Geller and her colleagues are disappointed, especially given their interest and track record of adaptively re-using and renovating older buildings. In southeast Portland at SE 14th and Stark, O’Cardinal updated the 1929 Luxury Bread Building, carrying forward aspects of its history—including old siding, photos of the old bakery operation and family photos and stories from the former owners. Here’s a photo from inside Luxury Bread showing how O’Cardinal used a former painted mural there:

Repurposed wall siding inside the Luxury Bread Building recently restored by O’Cardinal Properties, 1403 SE Stark. Due to high levels of lead found in the Billy Rowe’s mural, something like this is not possible, according to O’Cardinal.

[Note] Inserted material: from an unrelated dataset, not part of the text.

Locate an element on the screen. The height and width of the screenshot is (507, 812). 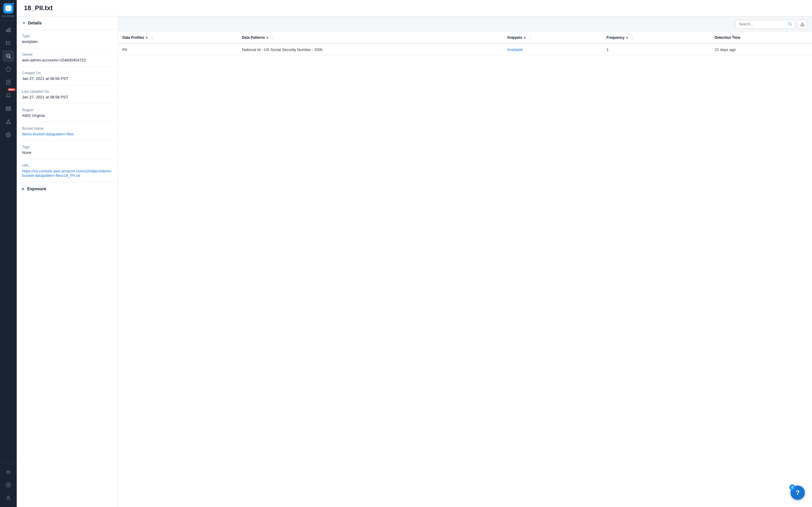
sidebar-item-integrations is located at coordinates (8, 472).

“We have a plan to take a hi-res photo and reproduce the image to use on the building to retain some of the heritage, “Geller continued.

“I know it is going to be hard for the neighborhood to see the boards come down,” she acknowledged, “but there is no feasible way for us to keep the mural in place, so it will be removed.”

3 responses

  1. Great photos, but in following this up a couple of weeks ago, I was bothered by the photo from Portland Transit Company (1947) purporting to have those two vehicles on Alberta Street, in front of Billy Rowe’s. Just doesn’t work, for lots of reasons (I grew up on the block across the street): background doesn’t match what used to be, and not be, there; height of windows on North side of Billy Rowe’s doesn’t match West side of the same upstairs room (as seen in other photos of Coca Cola sign); presence of Irvington Bus on a route that—at least by 1951-52 was the Killingsworth Bus route?! Most problematic with the photo, however, is that Billy’s was a tavern. The building in the photo advertises “cakes” on the window, and the vertical sign—theoretically on the corner of 29th & Alberta—is blurry, but certainly says “restaurant.”